Re-Conversion vs. Repentance and Sin in Believers

In this episode of the Holy Joys Podcast, Dr. David Fry and Johnathan Arnold discuss an article by Samuel D. James, “Why is ‘Re-Converting’ Easier than Repenting?” and discuss ways in which the church has made it difficult for sincere but struggling believers to confess sin and find help, restoration, and accountability from the church.

Topics Discussed

  • Repentance of believers 
  • Sin
  • The church and church discipline
  • Restoration
  • Restitutions
  • Re-conversion vs. Repentance
  • Struggling

Resources Mentioned

Quotes from David Fry

  • There is a shaming culture that seems to lie behind all of this.
  • As Christians, we need to realize that there is grace and gentle restoration if we sin. We don’t have the option of saying sin doesn’t matter. Sin does matter. If a believer happens to sin, there is a proper way of responding that God tells us. That is to make confession and allow others to restore you and hold you accountable.
  • Pastors, a person who does not want to lose face and reputation because of their sins know the churches they can go to and get by with that.
  • God places people in our care so that we may provide care, not condemnation.
  • God deals with us as persons in relationships. He knows our hearts.
  • This sort of thing flourishes in a culture with a theology that does not allow repentance in a believer. John Wesley wrote a sermon entitled “The Repentance of Believers.”
  • This will end in a culture of liars and a culture where severe abuse and sin against other believers will never be acknowledged. Relationships will be broken and never reconciled. Because a re-conversion expects that everyone will accept this person just as they are. 
  • You don’t get a pass on all the people you’ve hurt, whether you know Christ or not. Yes, Christ accepts you as you are, but part of your walking with Christ now is repairing relationships you have damaged and making restitution where that is proper and called for in your past. 
  • Sometimes we have made the distinction between two definitions of sin. Sometimes our whole framework is wrong, and we need to go back and read some more Wesley or the early church fathers and get a new framework. No matter how you define it, sin is always destructive to relationships and drives us to isolation. But the idea that “one strike, you’re automatically out” doesn’t fit with what Scripture says and what the Gospels give us.
  • I understand Scripture to unequivocally set out the expectation that as believers, we do not have to sin. Sin is not in any sense necessary. We may live a life of holiness. With that understood, it is just as unequivocal in Scripture that it is possible that a believer may sin.
  • A person who knows there is sin in their life must actively seek to resolve that sin, which is evidence of a heart of faith and belief.
  • We cannot will our way out of sin. The struggling Christian needs what God has provided for them in the Church. They need brothers and sisters who are godly and gentle enough to come alongside someone else and realize they need gentle correction, instruction, and support to recover and be restored from sin.
  • It is paramount for all of us who are following Christ, wherever we are, to foster relationships where people can speak into our life, point things out that may not be pleasing to Christ, or address the things that we are aware of and not let us get by with them.
  • For a person of faith, like Peter (to whom Jesus repeatedly spoke about unclean and clean things), it may take two or three admonitions, but they will walk in the light.
  • To the person who is right now struggling within the Church context and wants to serve God with all of their heart, they find themselves being drawn back to failure and plagued with the thoughts, “give it all up.” I want to say there is Hope; there is reason for you not to give up your faith.

Quotes from Johnathan Arnold

  • We as a church need to create a culture in which people are not so ashamed and fearful to acknowledge and confess their sins. They have to struggle alone and either live defeated or discouraged Christian lives or ultimately walk away or think they need to get saved again. When in reality, what they need is the Church as a means of grace to come alongside them and help them to overcome sin.
  • The genius of John Wesley, in many ways, was his recognition that holiness had to be pursued in community. 
  • If we don’t obey Jesus and pray corporately and individually, “Forgive us our sins” (as He taught us in Luke 11), and if we don’t give people an opportunity to confess and acknowledge their sins, what we will have is people who will give up and walk away, or people will hide their sins. 
  • We don’t have to fall into carelessness about sin to pray prayers of confession and create a culture of openness and transparency. 
  • Most new Christians struggle with sin, and they need to have safe ways to come forward and ask for help without fear, suspicion, and shame. Christians need to have the spiritual desire in them affirmed by us saying, “The fact that you are coming forward is a sign that you are a Christian.”
  • I don’t believe that any Christian struggling with sin should throw their hands up in despair and say this is just what the Christian life is. Neither of us are wanting to in any way minimize sin or normalize sin in the Christian life. Instead, we are trying to promote real holiness.
David Fry
David Fry
Senior Pastor at the Frankfort Bible Holiness Church. PhD in Systematic Theology (Trinity Evangelical Divinity School). MDiv in New Testament Theology (Wesley Biblical Seminary).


■ **Problem to work on**
Exclude the pictures; give every entry again exactly as written.

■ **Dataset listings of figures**
===

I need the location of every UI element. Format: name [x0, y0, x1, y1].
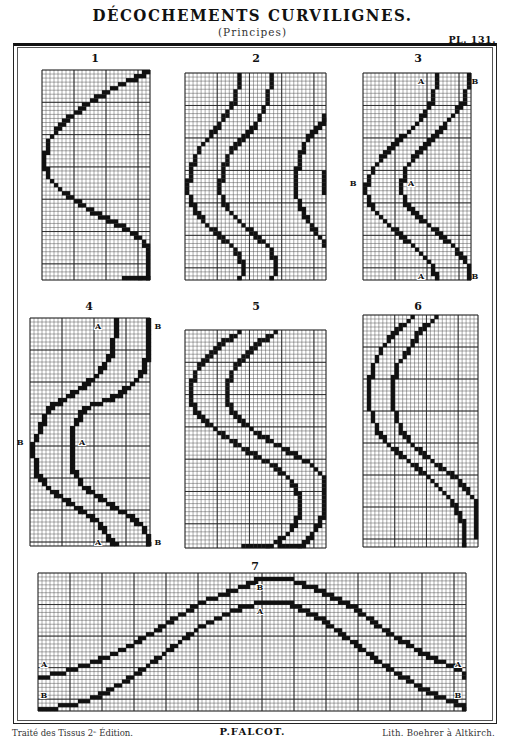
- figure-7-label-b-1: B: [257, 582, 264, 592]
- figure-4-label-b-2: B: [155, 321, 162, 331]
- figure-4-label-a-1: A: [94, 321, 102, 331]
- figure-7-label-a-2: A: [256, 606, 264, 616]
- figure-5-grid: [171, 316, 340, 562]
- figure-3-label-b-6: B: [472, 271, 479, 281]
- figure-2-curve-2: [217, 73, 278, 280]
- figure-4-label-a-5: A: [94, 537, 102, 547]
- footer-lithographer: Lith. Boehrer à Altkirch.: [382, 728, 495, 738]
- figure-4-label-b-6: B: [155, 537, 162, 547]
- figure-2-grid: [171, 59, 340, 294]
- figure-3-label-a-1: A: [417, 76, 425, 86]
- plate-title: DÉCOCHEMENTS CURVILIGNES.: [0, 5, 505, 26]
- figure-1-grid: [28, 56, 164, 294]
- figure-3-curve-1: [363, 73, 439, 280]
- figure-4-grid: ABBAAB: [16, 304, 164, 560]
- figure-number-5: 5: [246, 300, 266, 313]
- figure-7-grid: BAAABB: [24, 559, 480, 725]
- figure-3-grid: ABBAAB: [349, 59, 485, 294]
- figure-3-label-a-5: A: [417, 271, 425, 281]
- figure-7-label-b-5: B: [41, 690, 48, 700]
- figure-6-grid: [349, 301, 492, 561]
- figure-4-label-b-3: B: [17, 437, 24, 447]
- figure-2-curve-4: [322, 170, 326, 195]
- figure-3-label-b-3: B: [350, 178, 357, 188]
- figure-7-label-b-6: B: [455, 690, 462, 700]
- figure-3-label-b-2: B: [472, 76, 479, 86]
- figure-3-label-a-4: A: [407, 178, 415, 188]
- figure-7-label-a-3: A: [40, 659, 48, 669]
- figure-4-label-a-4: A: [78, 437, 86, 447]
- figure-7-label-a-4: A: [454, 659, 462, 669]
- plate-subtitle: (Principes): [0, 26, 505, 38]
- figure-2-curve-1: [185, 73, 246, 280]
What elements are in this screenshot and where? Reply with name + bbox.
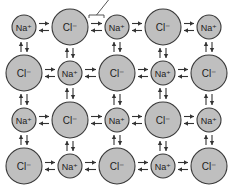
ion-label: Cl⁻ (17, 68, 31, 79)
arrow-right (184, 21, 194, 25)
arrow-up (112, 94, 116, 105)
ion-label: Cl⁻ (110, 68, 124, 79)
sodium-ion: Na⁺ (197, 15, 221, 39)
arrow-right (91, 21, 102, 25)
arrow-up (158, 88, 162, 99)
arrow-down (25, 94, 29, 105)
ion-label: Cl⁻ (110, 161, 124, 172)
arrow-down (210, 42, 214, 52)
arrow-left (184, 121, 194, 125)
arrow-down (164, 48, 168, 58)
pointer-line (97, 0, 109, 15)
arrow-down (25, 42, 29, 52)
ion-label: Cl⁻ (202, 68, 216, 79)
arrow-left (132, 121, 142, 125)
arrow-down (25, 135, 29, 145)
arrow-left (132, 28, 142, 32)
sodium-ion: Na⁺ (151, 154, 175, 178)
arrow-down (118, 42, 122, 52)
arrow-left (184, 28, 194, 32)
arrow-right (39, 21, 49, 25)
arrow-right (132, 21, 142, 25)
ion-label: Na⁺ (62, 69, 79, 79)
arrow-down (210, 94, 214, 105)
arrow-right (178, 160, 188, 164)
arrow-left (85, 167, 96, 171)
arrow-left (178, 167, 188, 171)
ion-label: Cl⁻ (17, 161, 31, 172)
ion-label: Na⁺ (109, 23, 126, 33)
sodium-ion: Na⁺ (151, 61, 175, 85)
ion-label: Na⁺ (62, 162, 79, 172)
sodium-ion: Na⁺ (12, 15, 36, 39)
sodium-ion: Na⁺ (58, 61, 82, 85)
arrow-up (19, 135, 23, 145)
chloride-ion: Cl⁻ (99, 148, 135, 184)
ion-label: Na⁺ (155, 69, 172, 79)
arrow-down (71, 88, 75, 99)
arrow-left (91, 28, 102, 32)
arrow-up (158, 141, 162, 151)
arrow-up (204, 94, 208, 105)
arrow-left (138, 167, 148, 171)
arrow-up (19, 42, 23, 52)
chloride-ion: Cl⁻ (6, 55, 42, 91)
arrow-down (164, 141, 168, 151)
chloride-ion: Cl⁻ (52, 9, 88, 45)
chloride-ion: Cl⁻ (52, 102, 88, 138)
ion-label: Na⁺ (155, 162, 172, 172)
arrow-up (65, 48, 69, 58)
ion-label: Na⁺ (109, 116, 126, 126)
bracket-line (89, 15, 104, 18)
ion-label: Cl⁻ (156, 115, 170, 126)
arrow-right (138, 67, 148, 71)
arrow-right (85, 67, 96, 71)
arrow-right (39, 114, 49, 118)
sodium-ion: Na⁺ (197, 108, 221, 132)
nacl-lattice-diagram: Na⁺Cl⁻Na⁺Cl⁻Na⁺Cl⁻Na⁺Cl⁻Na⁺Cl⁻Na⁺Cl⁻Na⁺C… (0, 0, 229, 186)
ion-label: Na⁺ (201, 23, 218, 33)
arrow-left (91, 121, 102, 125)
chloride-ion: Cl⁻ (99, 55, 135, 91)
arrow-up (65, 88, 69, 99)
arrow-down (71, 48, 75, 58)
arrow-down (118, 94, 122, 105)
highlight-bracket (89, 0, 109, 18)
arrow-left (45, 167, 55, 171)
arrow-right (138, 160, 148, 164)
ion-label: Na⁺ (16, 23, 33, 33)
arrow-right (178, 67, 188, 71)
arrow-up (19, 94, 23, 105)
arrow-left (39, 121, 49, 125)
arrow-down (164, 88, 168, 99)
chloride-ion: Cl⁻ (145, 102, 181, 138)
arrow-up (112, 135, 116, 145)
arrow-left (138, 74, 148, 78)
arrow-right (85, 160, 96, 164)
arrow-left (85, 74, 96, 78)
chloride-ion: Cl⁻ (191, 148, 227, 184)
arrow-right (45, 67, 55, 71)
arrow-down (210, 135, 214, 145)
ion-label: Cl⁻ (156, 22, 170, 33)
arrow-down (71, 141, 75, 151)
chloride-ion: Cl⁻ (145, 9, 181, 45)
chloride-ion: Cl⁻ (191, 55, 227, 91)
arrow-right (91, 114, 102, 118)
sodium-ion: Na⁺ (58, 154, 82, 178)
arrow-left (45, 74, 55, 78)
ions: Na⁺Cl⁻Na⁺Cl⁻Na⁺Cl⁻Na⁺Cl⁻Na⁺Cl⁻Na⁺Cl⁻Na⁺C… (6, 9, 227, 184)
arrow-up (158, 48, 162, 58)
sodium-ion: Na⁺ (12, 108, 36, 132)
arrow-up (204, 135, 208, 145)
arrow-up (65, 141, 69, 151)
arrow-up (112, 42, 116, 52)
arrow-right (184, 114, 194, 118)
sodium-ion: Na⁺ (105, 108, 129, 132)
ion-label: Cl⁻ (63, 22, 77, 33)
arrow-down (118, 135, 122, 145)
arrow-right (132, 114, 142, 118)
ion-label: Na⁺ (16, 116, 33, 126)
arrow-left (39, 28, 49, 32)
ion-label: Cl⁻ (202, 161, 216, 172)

===

■ **Result for this task**
I need the location of every UI element. Format: name [x0, y0, x1, y1].
- figure-7-label-b-1: B: [257, 582, 264, 592]
- figure-4-label-b-2: B: [155, 321, 162, 331]
- figure-4-label-a-1: A: [94, 321, 102, 331]
- figure-7-label-a-2: A: [256, 606, 264, 616]
- figure-5-grid: [171, 316, 340, 562]
- figure-3-label-b-6: B: [472, 271, 479, 281]
- figure-2-curve-2: [217, 73, 278, 280]
- figure-4-label-a-5: A: [94, 537, 102, 547]
- footer-lithographer: Lith. Boehrer à Altkirch.: [382, 728, 495, 738]
- figure-4-label-b-6: B: [155, 537, 162, 547]
- figure-2-grid: [171, 59, 340, 294]
- figure-3-label-a-1: A: [417, 76, 425, 86]
- plate-title: DÉCOCHEMENTS CURVILIGNES.: [0, 5, 505, 26]
- figure-1-grid: [28, 56, 164, 294]
- figure-3-curve-1: [363, 73, 439, 280]
- figure-4-grid: ABBAAB: [16, 304, 164, 560]
- figure-number-5: 5: [246, 300, 266, 313]
- figure-7-grid: BAAABB: [24, 559, 480, 725]
- figure-3-grid: ABBAAB: [349, 59, 485, 294]
- figure-3-label-a-5: A: [417, 271, 425, 281]
- figure-7-label-b-5: B: [41, 690, 48, 700]
- figure-6-grid: [349, 301, 492, 561]
- figure-4-label-b-3: B: [17, 437, 24, 447]
- figure-2-curve-4: [322, 170, 326, 195]
- figure-3-label-b-3: B: [350, 178, 357, 188]
- figure-7-label-b-6: B: [455, 690, 462, 700]
- figure-3-label-b-2: B: [472, 76, 479, 86]
- figure-3-label-a-4: A: [407, 178, 415, 188]
- figure-7-label-a-3: A: [40, 659, 48, 669]
- figure-4-label-a-4: A: [78, 437, 86, 447]
- figure-7-label-a-4: A: [454, 659, 462, 669]
- plate-subtitle: (Principes): [0, 26, 505, 38]
- figure-2-curve-1: [185, 73, 246, 280]
What elements are in this screenshot and where? Reply with name + bbox.
ion-label: Cl⁻ (17, 68, 31, 79)
arrow-right (184, 21, 194, 25)
arrow-up (112, 94, 116, 105)
ion-label: Cl⁻ (110, 68, 124, 79)
sodium-ion: Na⁺ (197, 15, 221, 39)
arrow-right (91, 21, 102, 25)
arrow-up (158, 88, 162, 99)
arrow-down (25, 94, 29, 105)
ion-label: Cl⁻ (110, 161, 124, 172)
arrow-down (210, 42, 214, 52)
arrow-left (184, 121, 194, 125)
arrow-down (164, 48, 168, 58)
pointer-line (97, 0, 109, 15)
arrow-down (25, 42, 29, 52)
ion-label: Cl⁻ (202, 68, 216, 79)
arrow-left (132, 121, 142, 125)
arrow-down (25, 135, 29, 145)
arrow-left (132, 28, 142, 32)
sodium-ion: Na⁺ (151, 154, 175, 178)
arrow-down (118, 42, 122, 52)
arrow-left (184, 28, 194, 32)
arrow-right (39, 21, 49, 25)
arrow-right (132, 21, 142, 25)
ion-label: Na⁺ (62, 69, 79, 79)
arrow-down (210, 94, 214, 105)
arrow-right (178, 160, 188, 164)
arrow-left (85, 167, 96, 171)
arrow-left (178, 167, 188, 171)
ion-label: Cl⁻ (17, 161, 31, 172)
ion-label: Na⁺ (109, 23, 126, 33)
sodium-ion: Na⁺ (151, 61, 175, 85)
ion-label: Na⁺ (62, 162, 79, 172)
sodium-ion: Na⁺ (12, 15, 36, 39)
sodium-ion: Na⁺ (58, 61, 82, 85)
arrow-up (19, 135, 23, 145)
chloride-ion: Cl⁻ (99, 148, 135, 184)
ion-label: Na⁺ (155, 69, 172, 79)
arrow-down (71, 88, 75, 99)
arrow-left (91, 28, 102, 32)
arrow-up (158, 141, 162, 151)
arrow-up (204, 94, 208, 105)
arrow-left (138, 167, 148, 171)
arrow-up (19, 42, 23, 52)
chloride-ion: Cl⁻ (6, 55, 42, 91)
arrow-down (164, 141, 168, 151)
chloride-ion: Cl⁻ (52, 9, 88, 45)
chloride-ion: Cl⁻ (52, 102, 88, 138)
ion-label: Na⁺ (155, 162, 172, 172)
arrow-up (65, 48, 69, 58)
ion-label: Na⁺ (109, 116, 126, 126)
bracket-line (89, 15, 104, 18)
ion-label: Cl⁻ (156, 115, 170, 126)
arrow-right (138, 67, 148, 71)
arrow-right (85, 67, 96, 71)
arrow-right (39, 114, 49, 118)
sodium-ion: Na⁺ (197, 108, 221, 132)
nacl-lattice-diagram: Na⁺Cl⁻Na⁺Cl⁻Na⁺Cl⁻Na⁺Cl⁻Na⁺Cl⁻Na⁺Cl⁻Na⁺C… (0, 0, 229, 186)
ion-label: Na⁺ (201, 23, 218, 33)
arrow-left (91, 121, 102, 125)
chloride-ion: Cl⁻ (99, 55, 135, 91)
arrow-up (65, 88, 69, 99)
arrow-down (71, 48, 75, 58)
arrow-down (118, 94, 122, 105)
highlight-bracket (89, 0, 109, 18)
arrow-left (45, 167, 55, 171)
arrow-right (138, 160, 148, 164)
ion-label: Na⁺ (16, 23, 33, 33)
arrow-right (178, 67, 188, 71)
arrow-up (19, 94, 23, 105)
arrow-left (39, 121, 49, 125)
arrow-down (164, 88, 168, 99)
chloride-ion: Cl⁻ (145, 102, 181, 138)
arrow-up (112, 135, 116, 145)
arrow-left (138, 74, 148, 78)
arrow-right (85, 160, 96, 164)
arrow-left (85, 74, 96, 78)
chloride-ion: Cl⁻ (191, 148, 227, 184)
arrow-right (45, 67, 55, 71)
arrow-down (210, 135, 214, 145)
ion-label: Cl⁻ (156, 22, 170, 33)
arrow-down (71, 141, 75, 151)
chloride-ion: Cl⁻ (145, 9, 181, 45)
chloride-ion: Cl⁻ (191, 55, 227, 91)
arrow-right (91, 114, 102, 118)
sodium-ion: Na⁺ (58, 154, 82, 178)
arrow-left (45, 74, 55, 78)
ions: Na⁺Cl⁻Na⁺Cl⁻Na⁺Cl⁻Na⁺Cl⁻Na⁺Cl⁻Na⁺Cl⁻Na⁺C… (6, 9, 227, 184)
arrow-up (158, 48, 162, 58)
sodium-ion: Na⁺ (12, 108, 36, 132)
arrow-up (204, 135, 208, 145)
arrow-up (65, 141, 69, 151)
arrow-up (112, 42, 116, 52)
arrow-right (184, 114, 194, 118)
sodium-ion: Na⁺ (105, 108, 129, 132)
ion-label: Cl⁻ (63, 22, 77, 33)
arrow-down (118, 135, 122, 145)
arrow-right (132, 114, 142, 118)
ion-label: Na⁺ (16, 116, 33, 126)
arrow-left (39, 28, 49, 32)
ion-label: Cl⁻ (202, 161, 216, 172)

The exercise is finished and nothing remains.